Lennox-Gastaut syndrome is an
epilepsy syndrome that begins in childhood (between 1 and 8 years of age), worsens during latency and persists frequently into adulthood, is refractory to
antiepileptic medications, and results in
cognitive decline and behavioral problems in affected individuals. Seizure types consist primarily of axial tonic, atonic, and atypical absence; nocturnal
tonic seizures are the most common seizure pattern in this population, but often are not one of the initial seizure patterns. Some patients also have
myoclonic seizures; this seizure pattern is less frequent than the three preceding types. Although there are some cases that are cryptogenic, most are symptomatic, arising during prenatal and perinatal periods from intrauterine
infections, and vascular insults to the brain. Examples of causes of
Lennox-Gastaut syndrome include migrational abnormalities of the brain, late effects of
CNS infections, certain
genetic disorders such as
tuberous sclerosis, and inherited metabolic disorders. The difficulty early in the course of
Lennox-Gastaut syndrome is distinguishing this diagnosis from
severe myoclonic epilepsy of infancy (
Dravet syndrome) or from
myoclonic-astatic epilepsy (
Doose syndrome), as the seizure patterns in these three syndromes may overlap at the onset. EEG is a helpful diagnostic tool in the diagnosis of
Lennox-Gastaut syndrome, usually demonstrating high voltage, bifrontal 1.5-2.5 Hz spike and wave complexes interictally, and attenuation with paroxysmal fast activity (10-13 Hz) during the ictal phase. Treatment options for
Lennox-Gastaut syndrome have been less than optimal. In recent years, several drugs have been tested and approved for the treatment of this syndrome; these include
felbamate,
lamotrigine,
topiramate, and
rufinamide. The long-term outcome does not appear to be any better with the newer
antiepileptic drugs than when using earlier prescribed
antiepileptic drugs or polytherapy. Treatment options other than
antiepileptic drugs include a
ketogenic diet,
vagus nerve stimulation, and corpus callosotomy. Long-term outcome of these patients relative to seizure control and cognition is poor. Most develop moderate
intellectual disability within a few years of onset of the syndrome. Many develop behavioral problems with inattention, hyperactivity, and aggression.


Description of the task
Below are records; count the lines in them that hold "confirming" and give only the count.

Information provided
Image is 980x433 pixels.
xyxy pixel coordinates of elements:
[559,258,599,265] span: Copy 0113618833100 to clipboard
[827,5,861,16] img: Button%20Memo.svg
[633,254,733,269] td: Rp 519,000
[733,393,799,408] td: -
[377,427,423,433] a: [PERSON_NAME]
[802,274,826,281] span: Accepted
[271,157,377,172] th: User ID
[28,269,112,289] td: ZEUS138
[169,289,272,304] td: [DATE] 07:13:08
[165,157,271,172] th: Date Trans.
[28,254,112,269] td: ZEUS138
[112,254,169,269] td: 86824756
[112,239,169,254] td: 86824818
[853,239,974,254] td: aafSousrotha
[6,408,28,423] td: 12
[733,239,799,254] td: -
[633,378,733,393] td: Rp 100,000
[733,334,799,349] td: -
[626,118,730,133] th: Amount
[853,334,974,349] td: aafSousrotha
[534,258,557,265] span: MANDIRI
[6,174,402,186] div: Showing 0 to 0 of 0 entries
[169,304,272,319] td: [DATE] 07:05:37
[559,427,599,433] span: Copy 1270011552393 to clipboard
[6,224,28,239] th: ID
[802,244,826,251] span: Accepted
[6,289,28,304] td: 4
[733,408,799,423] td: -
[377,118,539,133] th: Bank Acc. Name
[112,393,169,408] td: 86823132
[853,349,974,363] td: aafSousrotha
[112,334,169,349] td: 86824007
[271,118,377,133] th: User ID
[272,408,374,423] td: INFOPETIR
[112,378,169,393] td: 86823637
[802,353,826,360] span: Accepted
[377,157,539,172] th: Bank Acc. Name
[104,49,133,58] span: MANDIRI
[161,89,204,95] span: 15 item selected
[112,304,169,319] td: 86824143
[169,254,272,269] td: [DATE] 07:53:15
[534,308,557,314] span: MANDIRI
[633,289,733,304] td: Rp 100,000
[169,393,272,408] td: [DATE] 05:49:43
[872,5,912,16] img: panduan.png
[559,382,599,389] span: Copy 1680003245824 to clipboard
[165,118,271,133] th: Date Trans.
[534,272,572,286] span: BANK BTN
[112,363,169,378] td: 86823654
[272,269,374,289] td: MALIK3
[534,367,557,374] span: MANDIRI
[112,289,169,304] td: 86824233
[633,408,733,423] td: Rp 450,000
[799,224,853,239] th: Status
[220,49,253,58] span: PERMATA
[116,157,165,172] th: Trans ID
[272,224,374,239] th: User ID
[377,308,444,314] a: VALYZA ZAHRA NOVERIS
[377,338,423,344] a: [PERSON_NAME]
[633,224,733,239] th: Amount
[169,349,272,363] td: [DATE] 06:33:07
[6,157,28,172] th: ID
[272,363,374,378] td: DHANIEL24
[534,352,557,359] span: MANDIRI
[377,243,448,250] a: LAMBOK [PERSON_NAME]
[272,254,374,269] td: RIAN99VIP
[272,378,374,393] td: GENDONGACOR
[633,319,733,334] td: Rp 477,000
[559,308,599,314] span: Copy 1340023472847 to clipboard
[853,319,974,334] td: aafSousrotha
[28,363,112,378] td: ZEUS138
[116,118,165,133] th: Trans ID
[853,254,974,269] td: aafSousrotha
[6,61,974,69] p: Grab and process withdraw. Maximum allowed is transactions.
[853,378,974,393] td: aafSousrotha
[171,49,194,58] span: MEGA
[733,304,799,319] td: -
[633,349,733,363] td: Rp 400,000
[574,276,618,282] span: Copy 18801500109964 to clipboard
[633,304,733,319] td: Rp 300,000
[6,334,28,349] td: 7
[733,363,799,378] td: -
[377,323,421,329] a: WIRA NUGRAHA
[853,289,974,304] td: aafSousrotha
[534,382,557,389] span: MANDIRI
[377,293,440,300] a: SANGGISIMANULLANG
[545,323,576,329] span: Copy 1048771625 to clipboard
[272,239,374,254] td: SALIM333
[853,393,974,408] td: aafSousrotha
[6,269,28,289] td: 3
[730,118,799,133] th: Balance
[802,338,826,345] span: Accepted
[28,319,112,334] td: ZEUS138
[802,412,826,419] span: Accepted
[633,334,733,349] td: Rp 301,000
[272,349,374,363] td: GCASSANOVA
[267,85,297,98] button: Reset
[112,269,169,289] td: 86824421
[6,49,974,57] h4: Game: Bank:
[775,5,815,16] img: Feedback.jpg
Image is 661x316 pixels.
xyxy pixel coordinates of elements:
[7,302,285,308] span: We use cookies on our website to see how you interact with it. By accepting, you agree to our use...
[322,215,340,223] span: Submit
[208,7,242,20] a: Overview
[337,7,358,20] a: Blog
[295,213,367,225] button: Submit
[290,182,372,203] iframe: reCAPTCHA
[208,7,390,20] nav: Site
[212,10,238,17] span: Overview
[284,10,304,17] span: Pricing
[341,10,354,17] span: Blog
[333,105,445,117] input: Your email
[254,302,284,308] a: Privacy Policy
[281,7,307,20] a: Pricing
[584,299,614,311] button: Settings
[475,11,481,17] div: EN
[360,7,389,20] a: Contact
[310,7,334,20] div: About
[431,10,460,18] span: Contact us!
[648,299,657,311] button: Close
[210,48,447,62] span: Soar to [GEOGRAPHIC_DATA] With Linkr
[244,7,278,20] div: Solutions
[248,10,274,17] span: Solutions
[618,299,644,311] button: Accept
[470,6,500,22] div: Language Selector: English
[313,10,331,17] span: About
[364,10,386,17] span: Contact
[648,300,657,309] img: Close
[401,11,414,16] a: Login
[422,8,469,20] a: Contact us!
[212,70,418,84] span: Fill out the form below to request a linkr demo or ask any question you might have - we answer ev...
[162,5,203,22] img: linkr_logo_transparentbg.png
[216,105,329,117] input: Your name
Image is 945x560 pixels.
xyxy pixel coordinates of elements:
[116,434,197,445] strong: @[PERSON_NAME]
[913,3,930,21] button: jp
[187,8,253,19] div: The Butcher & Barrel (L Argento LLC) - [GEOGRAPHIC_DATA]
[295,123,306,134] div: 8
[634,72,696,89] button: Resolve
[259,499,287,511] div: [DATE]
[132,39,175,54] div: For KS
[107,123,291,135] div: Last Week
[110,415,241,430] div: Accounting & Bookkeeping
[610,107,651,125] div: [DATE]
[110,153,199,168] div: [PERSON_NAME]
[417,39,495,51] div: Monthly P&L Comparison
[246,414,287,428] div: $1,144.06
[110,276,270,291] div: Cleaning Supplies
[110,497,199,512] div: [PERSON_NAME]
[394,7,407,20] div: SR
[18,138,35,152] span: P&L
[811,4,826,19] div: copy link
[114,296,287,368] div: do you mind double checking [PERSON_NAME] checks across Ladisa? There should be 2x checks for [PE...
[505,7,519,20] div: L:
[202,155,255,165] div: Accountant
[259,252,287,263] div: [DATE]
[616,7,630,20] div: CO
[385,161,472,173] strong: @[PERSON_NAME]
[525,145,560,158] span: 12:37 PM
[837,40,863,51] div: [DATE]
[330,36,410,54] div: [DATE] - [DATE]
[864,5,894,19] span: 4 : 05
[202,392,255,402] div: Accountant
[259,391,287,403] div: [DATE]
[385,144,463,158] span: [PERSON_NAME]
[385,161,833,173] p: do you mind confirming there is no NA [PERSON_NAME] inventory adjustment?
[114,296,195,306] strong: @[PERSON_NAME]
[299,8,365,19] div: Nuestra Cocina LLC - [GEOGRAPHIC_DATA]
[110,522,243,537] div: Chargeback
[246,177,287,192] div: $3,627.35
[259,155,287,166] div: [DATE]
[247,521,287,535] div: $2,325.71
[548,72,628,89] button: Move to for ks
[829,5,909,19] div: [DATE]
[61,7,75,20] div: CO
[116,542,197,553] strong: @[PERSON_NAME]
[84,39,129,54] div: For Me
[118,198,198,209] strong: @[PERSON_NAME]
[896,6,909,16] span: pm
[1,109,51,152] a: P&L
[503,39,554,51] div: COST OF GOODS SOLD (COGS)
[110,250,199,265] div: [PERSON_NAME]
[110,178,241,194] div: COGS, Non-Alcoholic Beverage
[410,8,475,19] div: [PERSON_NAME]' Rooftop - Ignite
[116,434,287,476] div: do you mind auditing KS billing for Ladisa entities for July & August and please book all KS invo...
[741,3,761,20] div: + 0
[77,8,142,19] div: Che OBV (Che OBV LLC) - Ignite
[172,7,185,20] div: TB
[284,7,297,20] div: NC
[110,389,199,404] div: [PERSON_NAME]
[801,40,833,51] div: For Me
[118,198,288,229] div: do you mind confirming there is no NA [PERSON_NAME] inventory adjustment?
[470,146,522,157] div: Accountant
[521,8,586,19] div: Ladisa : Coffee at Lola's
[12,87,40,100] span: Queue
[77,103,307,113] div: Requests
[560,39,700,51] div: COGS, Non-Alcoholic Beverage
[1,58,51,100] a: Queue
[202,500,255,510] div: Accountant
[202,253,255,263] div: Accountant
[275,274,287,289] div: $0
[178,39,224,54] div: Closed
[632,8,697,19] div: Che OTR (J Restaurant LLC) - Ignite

Answer
2